More than anything, I prided myself when it was all set and done; the faith the company had in me to have seven segments on a television show - you have to tune in to see what can happen next.
So I still seized the power, but I felt that if I officially made myself the boss, in black and white, it would be too intimidating for the other producers and the other men who worked on the show. In other words, I had the power, but I gave them the title.
There is no way in the world anyone else could do my wedding other than myself, along with whomever I select to do various things.
Most of what I wear, I select myself. You can't please everybody, and as long as I'm comfortable with what I wear, I think that's what's important.
When I was younger, it was so much easier. All I needed to do was just get a job. It was like, 'Oh, my God, I have a job! I can call myself a working actor.' But then, the older you get, you have to be more selective, and that's tough.
I will never apologize for selective editing to make myself look better.
For me, it really is about the self-acceptance... the more time that I spend really accepting and allowing myself to be exactly where I am, the faster it is I move towards what I wanna be doing.
I'm hard on myself, so I'm working on shifting perspective toward self-acceptance, with all my flaws and weaknesses.
The worst evil is - and that's the product of censorship - is the self-censorship, because that twists spines, that destroys my character because I have to think something else and say something else, I have to always control myself.
It can get really messy inside my head, and it's usually just because everybody can get really self-centered at some point. And so what usually keeps me from quitting is that my reasons for quitting are just lame. I wouldn't want anybody else to talk to myself the way that I talk to myself.
I always love to push myself, because I am not so self-confident.
I'm from a rural town outside of Stockholm, so in coming to L.A., I've been able to not think that much about my background. It's much easier for me in this big town, this big bubble to isolate myself from that and be a little more self-confident. I'm here to do my take on soul.
I would say I'm self-taught, but Corinne Day made me less conscious of myself. I was 15, and she'd make me take off my top, and I'd cry. After five years, you get used to it, and you're not self-conscious anymore.
I try hard to always question myself and wonder, 'What could I have done better?
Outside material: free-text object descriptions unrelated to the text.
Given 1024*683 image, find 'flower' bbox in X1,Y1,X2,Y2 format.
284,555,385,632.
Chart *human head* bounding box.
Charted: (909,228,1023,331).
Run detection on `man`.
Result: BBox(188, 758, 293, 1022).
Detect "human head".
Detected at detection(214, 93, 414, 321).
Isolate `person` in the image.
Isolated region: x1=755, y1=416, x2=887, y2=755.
What did I do wrong?' The culture at our company is to be self-critical, but you have to balance that as a leader with praise for your team.
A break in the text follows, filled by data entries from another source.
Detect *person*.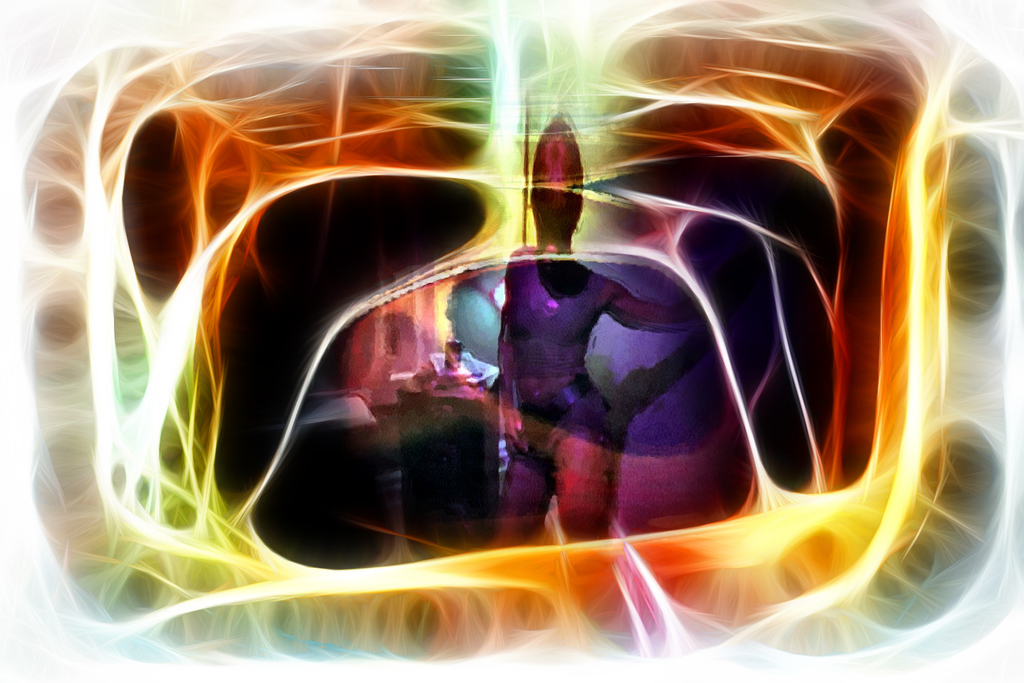
Detected at box=[491, 110, 713, 547].
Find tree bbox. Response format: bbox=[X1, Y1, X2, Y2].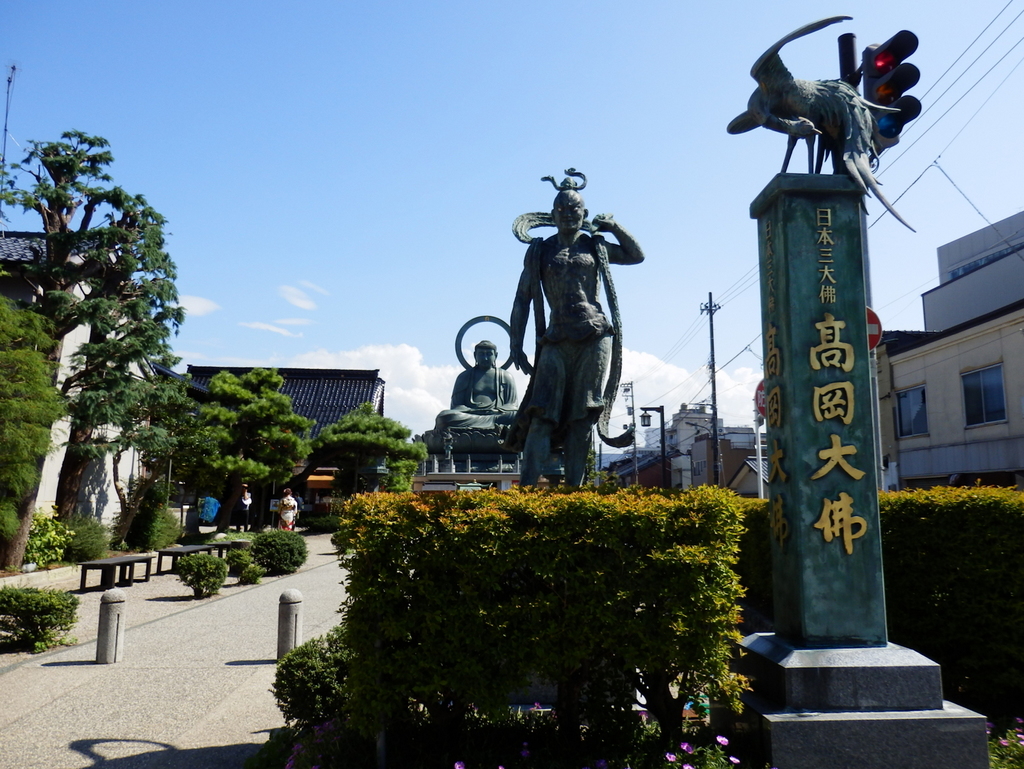
bbox=[0, 293, 72, 578].
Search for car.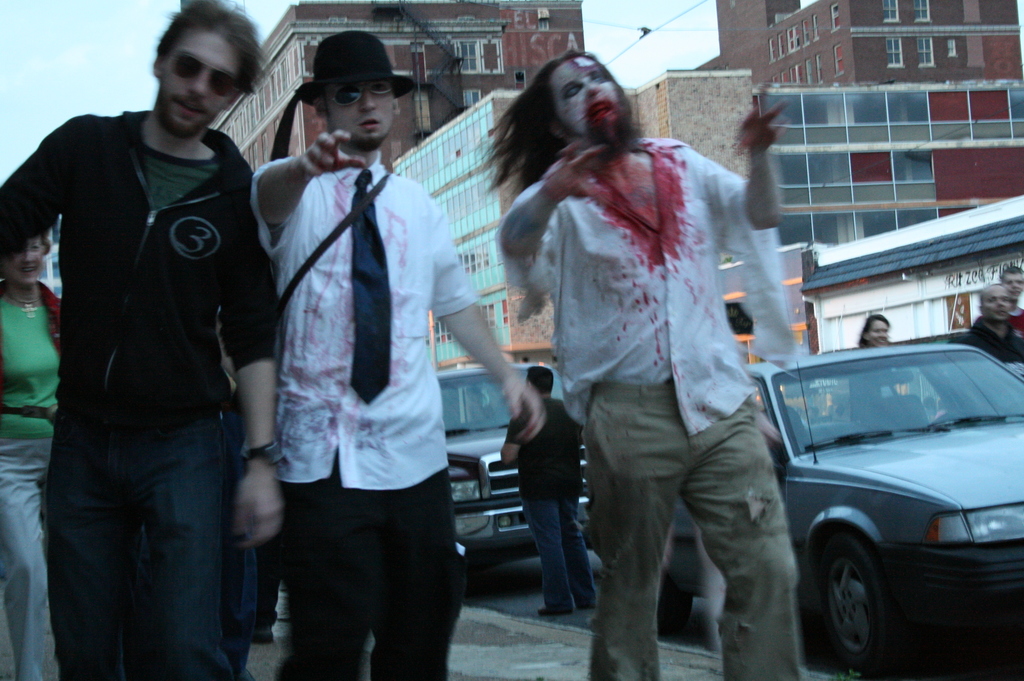
Found at Rect(665, 340, 1023, 680).
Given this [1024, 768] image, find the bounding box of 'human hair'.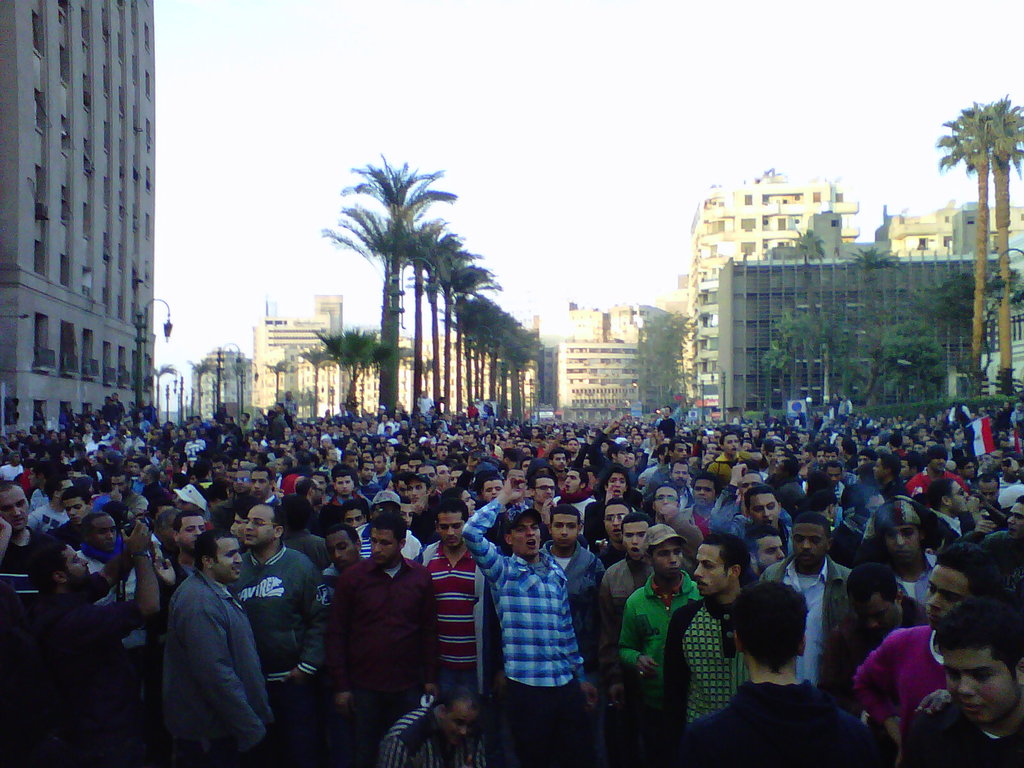
pyautogui.locateOnScreen(739, 599, 815, 685).
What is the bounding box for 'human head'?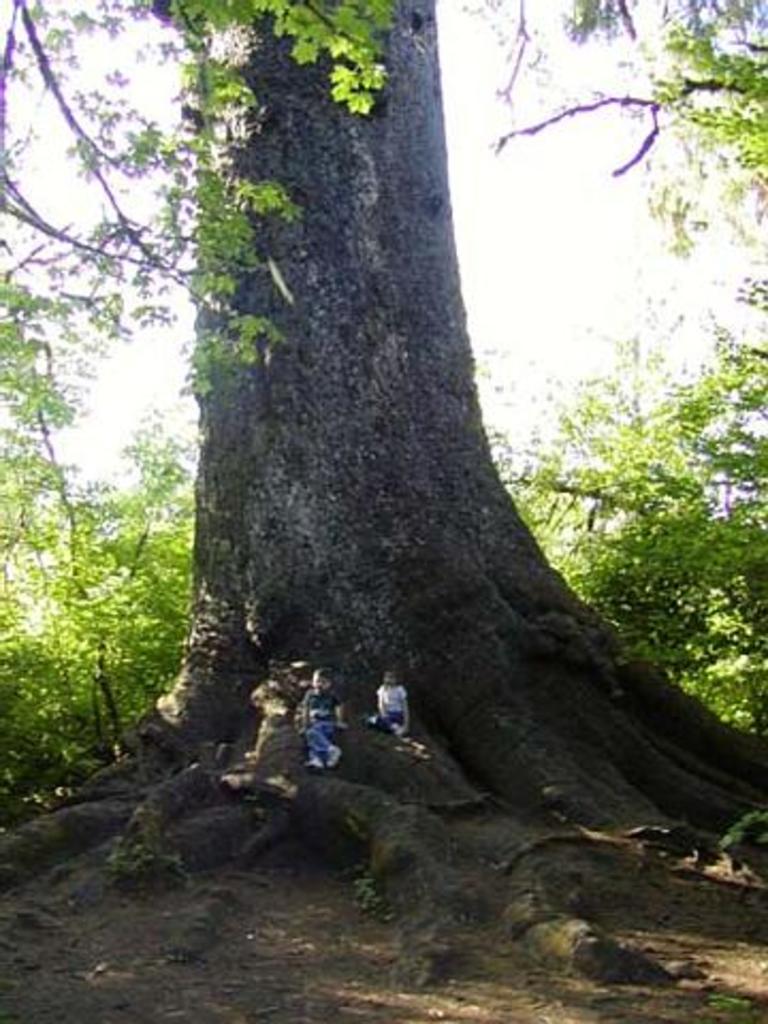
Rect(380, 672, 399, 691).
People - and I include myself - get fat because they choose pleasure over self-denial.
I don't want to come over as some boringly self-deprecating person. But I don't see myself as a groundbreaking writer in the way plays are structured.
It's bloody annoying being shy. I'll spend a whole evening at a party asking everyone else about themselves. I'm not being self-deprecating; it's because I'm too shy to talk about myself. So people come away from the evening actually having learnt nothing about me.
As soon as you tell me to do one thing, I do the opposite. As soon as someone tells me not to get any more tattoos, I have this intense fire burning inside me to cover myself with them. I don't care if it's self-destructive. I just have that need to rebel.
As wonderful as they were, my parents didn't teach me anything about self-discipline, concentration, patience, or focus. If I hadn't had a family myself, I probably never would've done anything. Marriage taught me responsibility.
I know it when I don't know it. Sometimes I know it when I don't think I know it. I need to trust myself in these moments, these rare moments of self-doubt.